Anthropologists and other social scientists have paid a lot of attention to what we expect of both adoptive families and adoption agencies during adoption processes, and rightly so (i.e., Dorow 2006, Gailey 2010, Jacobson 2008, Stryker 2010). At the same time, it also important to think about what the continuing impulse to pathologize and warehouse adoptees who do not conform to our expectations after adoptions are finalized can tell us. Approximately 6 to 11% of adoptions are annually dissolved (severed after legalization) in the United States; 25% for those that involve older children, children who have spent longer periods of time in institutions/foster care, or who have experienced abuse and neglect (Coakley and Berrick 2008). And these are just the troubled adoptions that parents dare to report as such. By allowing moral panics — which create unnecessary fears in adults and place the onus of responsibility on children to conform to emotion expectations to “earn” adoptive family — to shape our understandings of the difficulties that adopted children experience, we preclude more child-centered approaches to adoption and the use of anthropologists of children and youth’s specialized knowledge to tailor more child-centered approaches to family building through adoption, in both sending and receiving countries.

In summer 2010, Artyom Savelyev was placed in another children’s home in his native country. He was also diagnosed with RAD by medical professionals that Hansen hired to support her court case. In due time, his adoption was annulled. Unlike the thousands of adoptees who have been quietly re-circulated in the United States, however, Savelyev’s case has since generated enough fanfare in Russia to garner him iconic status to rival Elian Gonzalez in Cuba. Russia also placed a moratorium on adoptions to the U.S. in 2012. Any subsequent silver lining to this story then, is that it is an opportunity to illuminate and analyze the context in which not just Artyom Savelyev, but many formerly institutionalized children have been circulated and re-circulated through and within the U.S. It is a sad irony that formerly institutionalized adoptees travel so far (both literally and figuratively), only to end up where they started. The anthropological examination of the impact of moral panics on the framing of the “adoptee mind’, and subsequently, the lifecourse of adoptees diagnosed with RAD, is a good first step in preventing this needless, and seemingly endless, search for home.

Works Cited

Batty, D. 2010. “US mother sparks outrage after sending adopted child back to Russia alone.” The Guardian April 10. http://www.theguardian.com/world/2010/apr/10/torry-hansen-artyom-savelyev-adoption

Coakley, J. F., & Berrick, J. D. 2008. “Research review: In a rush to permanency: Preventing adoption disruption.” Child and Family Social Work 13: 101–112.

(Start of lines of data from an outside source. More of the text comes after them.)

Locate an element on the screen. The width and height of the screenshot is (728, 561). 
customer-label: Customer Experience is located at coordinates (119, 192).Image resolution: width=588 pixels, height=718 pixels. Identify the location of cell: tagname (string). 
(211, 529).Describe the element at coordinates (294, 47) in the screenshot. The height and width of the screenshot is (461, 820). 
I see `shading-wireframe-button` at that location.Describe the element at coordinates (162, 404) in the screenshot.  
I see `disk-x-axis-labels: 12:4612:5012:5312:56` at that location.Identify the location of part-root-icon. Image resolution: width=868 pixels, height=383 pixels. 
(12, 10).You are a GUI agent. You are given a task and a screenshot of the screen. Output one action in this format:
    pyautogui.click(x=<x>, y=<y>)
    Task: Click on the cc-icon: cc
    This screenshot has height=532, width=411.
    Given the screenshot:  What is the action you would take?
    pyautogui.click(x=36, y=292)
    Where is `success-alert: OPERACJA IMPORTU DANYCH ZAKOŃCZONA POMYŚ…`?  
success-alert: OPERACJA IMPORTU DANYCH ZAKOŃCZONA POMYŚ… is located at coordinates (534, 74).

Dorow, S. 2006. Transnational Adoption: A Cultural Economy of Race, Gender, and Kinship. New York: New York University Press.

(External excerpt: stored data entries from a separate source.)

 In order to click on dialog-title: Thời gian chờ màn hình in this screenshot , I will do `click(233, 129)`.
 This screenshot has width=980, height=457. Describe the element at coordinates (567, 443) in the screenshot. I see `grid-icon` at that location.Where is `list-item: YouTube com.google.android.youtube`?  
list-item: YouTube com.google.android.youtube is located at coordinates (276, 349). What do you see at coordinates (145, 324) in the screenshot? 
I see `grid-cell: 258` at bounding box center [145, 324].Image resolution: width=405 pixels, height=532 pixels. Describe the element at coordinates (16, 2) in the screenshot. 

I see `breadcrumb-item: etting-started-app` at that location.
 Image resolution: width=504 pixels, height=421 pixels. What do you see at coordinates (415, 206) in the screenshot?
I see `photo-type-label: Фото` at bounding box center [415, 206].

Gailey, C.W. 2010. Blue-Ribbon Babies and Labors of Love. Austin, TX: University of Texas Press

Jacobson, H. 2008. Culture Keeping: White Mothers, International Adoption, and the Negotiation of Family Difference. Vanderbilt University Press.

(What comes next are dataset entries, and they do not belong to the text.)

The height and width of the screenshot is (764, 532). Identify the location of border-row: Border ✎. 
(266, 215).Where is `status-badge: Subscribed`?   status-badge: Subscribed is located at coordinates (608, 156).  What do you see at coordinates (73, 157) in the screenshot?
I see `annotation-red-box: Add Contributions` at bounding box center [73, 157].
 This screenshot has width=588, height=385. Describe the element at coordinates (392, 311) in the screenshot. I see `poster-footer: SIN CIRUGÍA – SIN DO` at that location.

Loiko, S. 2013. “Russian court convicts dead lawyer Magnitsky; case led to adoption ban.” Los Angeles Times July 11. http://articles.latimes.com/2013/jul/11/world/la-fg-wn-russia-magnitsky-guilty-20130711

Stryker, R. 2010. The Road to Evergreen: Adoption, attachment therapy, and the promise of family. Ithaca, NY: Cornell University Press.


Rachael Stryker is Associate Professor in the Department of Human Development and Women’s Studies at California State University, East Bay. She is the author of The Road to Evergreen: Adoption, Attachment Therapy, and the Promise of Family (2010, Cornell) and Up, Down, and Sideways: Anthropologists Trace the Pathways of Power (co-editor, with Roberto J Gonzalez, 2014, Berghahn). Dr. Stryker has been a member of ACYIG’S advisory board since 2009 and served as chair from 2013-16. Her current research concerns the impact of Israeli and Western Zionisms on Palestinian youth emotion performance throughout the diaspora.